BUKAVU, Democratic Republic of Congo (UMNS) — Communicators in Africa are using text alerts as a tool for evangelism and to share news of The United Methodist Church. The UMConnect group messaging system also is being used to promote better health in the community.
UMConnect is a program of United Methodist Communications, the communications agency of The United Methodist Church. The system was established to enable central conference communicators to relay messages from bishops or other church leaders to congregants.
The agency began training communicators in the Democratic Republic of Congo in 2016 and it continues to roll out the texting system in other regions, including through recent training in Ndola, Zambia, in late 2017, and in Maputo, Mozambique, in April. Another training will take place in West Africa later this year.
“UMConnect is a powerful tool for reaching United Methodists where they are and connects the church in a unique and unprecedented way,” said Ashley Gish, director of strategy for global communications technology at United Methodist Communications. “We are constantly evaluating how we can make the platform even more effective, and our central conference communicators have been key to that process.”
The program that became UMConnect originated during the 2014 Ebola crisis, when the communications agency helped church leaders in Sierra Leone and Liberia send health information and messages of hope through a group text-messaging system.

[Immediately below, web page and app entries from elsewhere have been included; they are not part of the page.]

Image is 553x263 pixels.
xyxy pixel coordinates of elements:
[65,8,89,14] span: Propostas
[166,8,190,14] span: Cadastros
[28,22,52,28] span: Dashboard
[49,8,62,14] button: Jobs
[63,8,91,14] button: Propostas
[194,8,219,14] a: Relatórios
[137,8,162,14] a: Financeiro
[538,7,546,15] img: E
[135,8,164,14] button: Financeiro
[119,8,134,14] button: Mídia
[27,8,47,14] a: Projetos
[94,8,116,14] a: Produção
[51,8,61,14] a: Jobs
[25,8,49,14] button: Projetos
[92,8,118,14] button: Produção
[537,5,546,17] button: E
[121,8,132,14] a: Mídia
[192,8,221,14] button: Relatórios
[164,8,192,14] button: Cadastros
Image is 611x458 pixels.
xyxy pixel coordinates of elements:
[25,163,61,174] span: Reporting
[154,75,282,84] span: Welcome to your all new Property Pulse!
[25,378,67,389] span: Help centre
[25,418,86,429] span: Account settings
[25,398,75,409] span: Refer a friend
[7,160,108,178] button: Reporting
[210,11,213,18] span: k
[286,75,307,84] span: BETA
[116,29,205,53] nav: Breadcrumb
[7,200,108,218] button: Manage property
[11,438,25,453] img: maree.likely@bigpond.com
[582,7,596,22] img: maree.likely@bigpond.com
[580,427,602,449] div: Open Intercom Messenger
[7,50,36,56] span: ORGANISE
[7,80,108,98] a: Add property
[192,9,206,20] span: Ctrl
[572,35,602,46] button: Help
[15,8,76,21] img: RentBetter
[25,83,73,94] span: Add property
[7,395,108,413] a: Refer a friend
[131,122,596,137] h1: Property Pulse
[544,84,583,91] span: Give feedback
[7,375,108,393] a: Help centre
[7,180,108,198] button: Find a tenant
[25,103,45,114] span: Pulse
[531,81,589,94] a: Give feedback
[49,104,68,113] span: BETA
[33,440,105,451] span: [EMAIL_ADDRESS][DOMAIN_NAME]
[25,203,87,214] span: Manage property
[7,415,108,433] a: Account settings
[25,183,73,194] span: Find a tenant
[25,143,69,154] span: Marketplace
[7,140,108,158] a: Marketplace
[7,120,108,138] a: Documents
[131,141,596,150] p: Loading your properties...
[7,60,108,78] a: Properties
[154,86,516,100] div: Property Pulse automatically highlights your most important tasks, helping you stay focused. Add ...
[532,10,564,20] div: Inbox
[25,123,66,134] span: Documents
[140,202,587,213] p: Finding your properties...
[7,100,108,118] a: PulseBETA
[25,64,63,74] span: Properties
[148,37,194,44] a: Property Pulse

It also was a useful tool during the 2016 General Conference in Portland, Oregon, allowing The United Methodist Church to send key messages to those who weren’t able to attend.
Close to 4,000 contacts in 12 African countries received the text messages, written in French, English, Portuguese and Swahili. More than 80,000 messages were sent during the two-week period. Communicators from central conferences in Africa facilitated the collection of mobile numbers and dissemination of news updates.
“I did not go to the United States because I was not a delegate, but every day I received the message from the General Conference, something I have never seen,” said the Rev. Kalema Tambwe, district superintendent of the Kindu South district.
He said the system also will be helpful during next year’s special General Conference in St. Louis, which will address the denomination’s divisions over homosexuality.
In Bukavu, the messaging system helps pregnant women and new mothers to remember their appointments at the United Methodist Health Center in Irambo.
The hospital works in collaboration with the communications department in East Congo to gather phone numbers and craft and send text alerts.
For Gracia Wakusomba, a pregnant mother of three who lives in Irambo, the texts from the hospital are helpful reminders to make prenatal and post-natal appointments.
“I had lost my eldest son because I didn’t go to the hospital for the post-natal consultation. (He) was the victim of several diseases because I had not respected the vaccination schedule. Today, with this system, I will never miss it,” she said.
Safi Zamuda, also a resident of Irambo, is thankful for the alerts she received during her pregnancy.
“I had a high-risk pregnancy, but with the messages I received … it allowed me to follow up each time,” she said holding her baby.
Dr. Damas Lushima, a doctor at the Irambo facility, said the UMConnect system is helping with the United Methodist Board of Global Ministries’ Abundant Health initiative, which emphasizes maternal and child health in developing countries, specifically reducing complications around birth and infectious diseases such as malaria, pneumonia, diarrhea and HIV.
“We remind mothers to keep their appointments,” Lushima said. “This in the framework to save lives because we want to bring our mothers in the region to be regularly consulted during pregnancy and to respect the vaccination schedule of their children from 0 to 5 years old.”
He said he’s thankful to East Congo Bishop Gabriel Yemba Unda for his personal involvement with the UMConnect messaging system and pledged to work closely with The United Methodist Church’s communications department to continue the collaboration.
The hospital helps with some of the fees associated with sending the alerts.
Chadrack Londe Tambwe, a communicator for the East Congo Conference, has been experimenting with the UMConnect system since 2017 to raise awareness about the stigma associated with rape in the country and as an evangelism tool.
He currently has about 450 contacts who receive messages.
“The pastors of my conference gave me the passages with verses that I sent to people through this system and this contributed to the advancement of evangelism in my conference, because every Sunday in our local churches, we receive new believers who come through the messages we send,” he said.
Sharing biblical verses, he said, also brings hope to women who have been raped, as well as those facing other hardships.
“The message that I get in my phone for evangelism, it gives me hope and it comforts me,” said Amunazo Kingombe, a United Methodist woman in the Goma District.
Londe also has plans to work with The Sanru rural health program in the DRC to help raise awareness about epidemics such as cholera in the province of Maniema.
Pierre Omadjela, a field project manager for United Methodist Communications serving in the Congo Central Conference, said the messaging system allows communicators to divulge the information of the church quickly.
“(It) allows those who do not have easy access to the internet to follow at the same time the major church activities at the local level, but also at the regional and global levels,” he said.